◆ **WORK TO COMPLETE**
For each entry in the listing, produce an exact copy.

[[ INPUT FOR THIS TASK, beginning ]]

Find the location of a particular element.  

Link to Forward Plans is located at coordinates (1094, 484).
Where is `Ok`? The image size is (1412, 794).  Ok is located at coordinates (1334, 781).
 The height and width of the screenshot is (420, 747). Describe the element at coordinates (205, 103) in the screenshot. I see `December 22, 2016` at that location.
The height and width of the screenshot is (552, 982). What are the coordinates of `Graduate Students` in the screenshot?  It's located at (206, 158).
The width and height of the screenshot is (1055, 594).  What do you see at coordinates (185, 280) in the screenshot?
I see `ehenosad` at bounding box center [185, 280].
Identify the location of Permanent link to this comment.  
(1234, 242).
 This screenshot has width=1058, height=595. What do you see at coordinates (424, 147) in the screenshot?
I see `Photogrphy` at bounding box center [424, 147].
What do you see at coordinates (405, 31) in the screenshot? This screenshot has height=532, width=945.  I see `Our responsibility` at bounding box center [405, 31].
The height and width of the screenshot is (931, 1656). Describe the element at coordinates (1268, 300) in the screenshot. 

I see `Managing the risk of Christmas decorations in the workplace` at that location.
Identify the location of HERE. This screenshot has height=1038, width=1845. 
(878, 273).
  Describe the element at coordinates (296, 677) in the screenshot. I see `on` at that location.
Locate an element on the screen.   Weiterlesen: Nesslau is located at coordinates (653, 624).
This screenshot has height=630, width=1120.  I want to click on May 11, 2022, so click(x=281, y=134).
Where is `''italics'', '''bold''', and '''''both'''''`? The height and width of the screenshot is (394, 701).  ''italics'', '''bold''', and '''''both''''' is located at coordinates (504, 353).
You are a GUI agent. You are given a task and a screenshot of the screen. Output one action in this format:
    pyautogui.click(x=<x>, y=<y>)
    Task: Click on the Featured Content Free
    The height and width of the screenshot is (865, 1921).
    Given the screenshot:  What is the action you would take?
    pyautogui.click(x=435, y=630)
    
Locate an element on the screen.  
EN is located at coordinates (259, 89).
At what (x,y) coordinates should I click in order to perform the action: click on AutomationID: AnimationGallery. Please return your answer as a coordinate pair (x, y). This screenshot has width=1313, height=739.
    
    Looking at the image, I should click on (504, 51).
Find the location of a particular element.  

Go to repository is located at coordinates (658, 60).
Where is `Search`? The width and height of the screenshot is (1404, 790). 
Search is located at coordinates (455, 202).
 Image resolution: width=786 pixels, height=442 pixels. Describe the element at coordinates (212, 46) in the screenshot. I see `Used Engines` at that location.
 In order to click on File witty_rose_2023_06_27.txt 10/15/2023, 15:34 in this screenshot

[[ INPUT FOR THIS TASK, end ]]

◆ **ANSWER TO THIS EXERCISE**
Find the location of a particular element.  

Link to Forward Plans is located at coordinates (1094, 484).
Where is `Ok`? The image size is (1412, 794).  Ok is located at coordinates (1334, 781).
 The height and width of the screenshot is (420, 747). Describe the element at coordinates (205, 103) in the screenshot. I see `December 22, 2016` at that location.
The height and width of the screenshot is (552, 982). What are the coordinates of `Graduate Students` in the screenshot?  It's located at (206, 158).
The width and height of the screenshot is (1055, 594).  What do you see at coordinates (185, 280) in the screenshot?
I see `ehenosad` at bounding box center [185, 280].
Identify the location of Permanent link to this comment.  
(1234, 242).
 This screenshot has width=1058, height=595. What do you see at coordinates (424, 147) in the screenshot?
I see `Photogrphy` at bounding box center [424, 147].
What do you see at coordinates (405, 31) in the screenshot? This screenshot has height=532, width=945.  I see `Our responsibility` at bounding box center [405, 31].
The height and width of the screenshot is (931, 1656). Describe the element at coordinates (1268, 300) in the screenshot. 

I see `Managing the risk of Christmas decorations in the workplace` at that location.
Identify the location of HERE. This screenshot has height=1038, width=1845. 
(878, 273).
  Describe the element at coordinates (296, 677) in the screenshot. I see `on` at that location.
Locate an element on the screen.   Weiterlesen: Nesslau is located at coordinates (653, 624).
This screenshot has height=630, width=1120.  I want to click on May 11, 2022, so click(x=281, y=134).
Where is `''italics'', '''bold''', and '''''both'''''`? The height and width of the screenshot is (394, 701).  ''italics'', '''bold''', and '''''both''''' is located at coordinates (504, 353).
You are a GUI agent. You are given a task and a screenshot of the screen. Output one action in this format:
    pyautogui.click(x=<x>, y=<y>)
    Task: Click on the Featured Content Free
    The height and width of the screenshot is (865, 1921).
    Given the screenshot:  What is the action you would take?
    pyautogui.click(x=435, y=630)
    
Locate an element on the screen.  
EN is located at coordinates (259, 89).
At what (x,y) coordinates should I click in order to perform the action: click on AutomationID: AnimationGallery. Please return your answer as a coordinate pair (x, y). This screenshot has width=1313, height=739.
    
    Looking at the image, I should click on (504, 51).
Find the location of a particular element.  

Go to repository is located at coordinates (658, 60).
Where is `Search`? The width and height of the screenshot is (1404, 790). 
Search is located at coordinates (455, 202).
 Image resolution: width=786 pixels, height=442 pixels. Describe the element at coordinates (212, 46) in the screenshot. I see `Used Engines` at that location.
 In order to click on File witty_rose_2023_06_27.txt 10/15/2023, 15:34 in this screenshot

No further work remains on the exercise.